Faraday Medal (1991)

Guthrie Medal and Prize (1991)
Spouse Lidia Dina (1959–1999; his death; 2 children)

Faraday Medal (1991)

Dennis William Siahou Sciama, FRS (/ʃiˈæmə/; 18 November 1926 – 18/19 December 1999) was a British physicist who, through his own work and that of his students, played a major role in developing British physics after the Second World War. He is considered one of the fathers of modern cosmology.

Sciama was born in Manchester, England, the son of Nelly Ades and Abraham Sciama. He was of Syrian Jewish ancestry—his father born in Manchester and his mother born in Egypt both traced their roots back to Aleppo, Syria.

Sciama earned his PhD in 1953 at Cambridge University under the supervision of Paul Dirac, with a dissertation on Mach's principle and inertia. His work later influenced the formulation of scalar-tensor theories of gravity.

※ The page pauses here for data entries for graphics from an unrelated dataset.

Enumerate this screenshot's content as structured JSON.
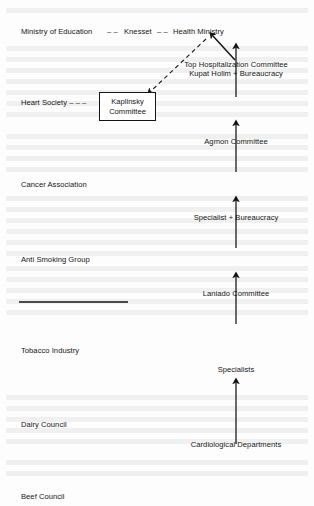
{
  "figure": {
    "background_color": "#fdfdfd",
    "ink_color": "#151515"
  },
  "top_row": {
    "separator": "– –",
    "nodes": [
      {
        "label": "Ministry of Education"
      },
      {
        "label": "Knesset"
      },
      {
        "label": "Health Ministry"
      }
    ]
  },
  "left_column": {
    "items": [
      {
        "label": "Heart Society",
        "trailing_dashes": "– – –"
      },
      {
        "label": "Cancer Association"
      },
      {
        "label": "Anti Smoking Group"
      },
      {
        "label": "Tobacco Industry"
      },
      {
        "label": "Dairy Council"
      },
      {
        "label": "Beef Council"
      }
    ],
    "divider": {
      "name": "horizontal-rule"
    }
  },
  "boxed_node": {
    "line1": "Kaplinsky",
    "line2": "Committee"
  },
  "right_column": {
    "nodes": [
      {
        "line1": "Top Hospitalization Committee",
        "line2": "Kupat Holim + Bureaucracy"
      },
      {
        "line1": "Agmon Committee"
      },
      {
        "line1": "Specialist + Bureaucracy"
      },
      {
        "line1": "Laniado Committee"
      },
      {
        "line1": "Specialists"
      },
      {
        "line1": "Cardiological Departments"
      }
    ]
  },
  "connectors": {
    "solid_arrows": [
      {
        "from": "Agmon Committee",
        "to": "Top Hospitalization Committee"
      },
      {
        "from": "Specialist + Bureaucracy",
        "to": "Agmon Committee"
      },
      {
        "from": "Laniado Committee",
        "to": "Specialist + Bureaucracy"
      },
      {
        "from": "Specialists",
        "to": "Laniado Committee"
      },
      {
        "from": "Cardiological Departments",
        "to": "Specialists"
      },
      {
        "from": "Top Hospitalization Committee",
        "to": "Health Ministry"
      }
    ],
    "dashed_arrows": [
      {
        "from": "Health Ministry",
        "to": "Kaplinsky Committee"
      },
      {
        "from": "Heart Society",
        "to": "Kaplinsky Committee"
      }
    ]
  }
}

He taught at Cornell, King's College London, Harvard and the University of Texas at Austin, but spent most of his career at Cambridge (1950s and 1960s) and the University of Oxford as a Senior Research Fellow of All Souls College (1970s and early 1980s). In 1983, he moved from Oxford to Trieste, becoming Professor of Astrophysics at the International School of Advanced Studies (SISSA), and a consultant with the International Centre for Theoretical Physics.